Given the increased risks this policy poses to both our soldiers and
the overall mission, the government's silence is unconscionable.
Others have not been so quiet. British Prime Minister Gordon Brown
recently observed that there is little international support for
fumigation. He announced an alternative policy to wean farmers off of
opium, one that includes an ambitious plan to top up payments for
legal crops, such as wheat.

Such policies, however, are only part of a long-term project. Success
will require a holistic view, one that understands the connections
between the consumption of illicit drugs in places like Vancouver and
their cultivation in Afghanistan. Specifically, this means tackling
the demand for opiates. Although 90 per cent of world heroin comes
from Afghanistan, the vast majority is consumed in western countries.

Blaming Afghan farmers for the problem is as hypocritical as it is ineffective.

Reducing the cultivation of poppies in Afghanistan begins not on the
streets of Kandahar, but on the streets of Vancouver's Downtown Eastside.

Fortunately, such policies exist. Insite, Vancouver's supervised
injection site, offers a real first step toward reducing poppy
cultivation. This small storefront provides drug users with a
sanitary and safe place to inject in the presence of registered
nurses. The result: 21 peer-reviewed studies document how Insite
diminishes public drug use, reduces the spread of HIV and increases
the number of users who enter detox programs.

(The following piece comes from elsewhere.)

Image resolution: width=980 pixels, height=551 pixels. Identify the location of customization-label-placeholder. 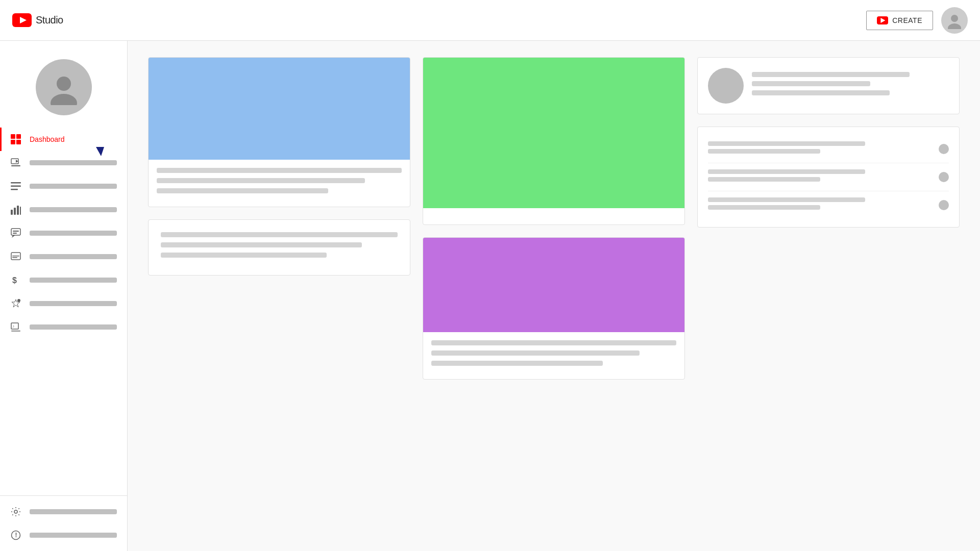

But Insite does more than get drug use off the street. It is a portal
into the health-care system for addicts who are too often shut out.
Drug users who visit Insite are an astounding 33 per cent more likely
to enlist in a detoxification program. Indeed, Insite has added a
second facility, called Onsite, that capitalizes on this success by
allowing drug users to immediately access detox and drug treatment
services on demand.

Sadly, the Harper government remains ideologically opposed to Insite.
It is unclear if the federal government possesses the legal authority
to close the site but there is significant concern it will attempt to
do so within six months.

The Conservatives should be looking to scale Insite nationally, not
contemplating its closing. A national network of injection sites
could dramatically reduce heroin use in Canada by channelling more
drug users into drug treatment programs. Diminishing the demand for
heroin would in turn devalue the poppies from which it is derived.
Changing this economic equation is both safer and more effective than
fumigation if the goal is shifting Afghan production from poppies to
legal crops. Admittedly, Canada's share of the global consumption of
heroin is relatively small, but our success could provide a powerful
and effective example to the international community.

To many Canadians, Afghanistan is a world away. But the lives of drug
users outside Vancouver's Carnegie Centre and those of our soldiers
in Kandahar are bound together - linked by the international opium
trade. What we do in Afghanistan shapes events in Vancouver's
Downtown Eastside, and vice versa. Canada's soldiers, drug users and
ordinary citizens deserve a government that recognizes this reality.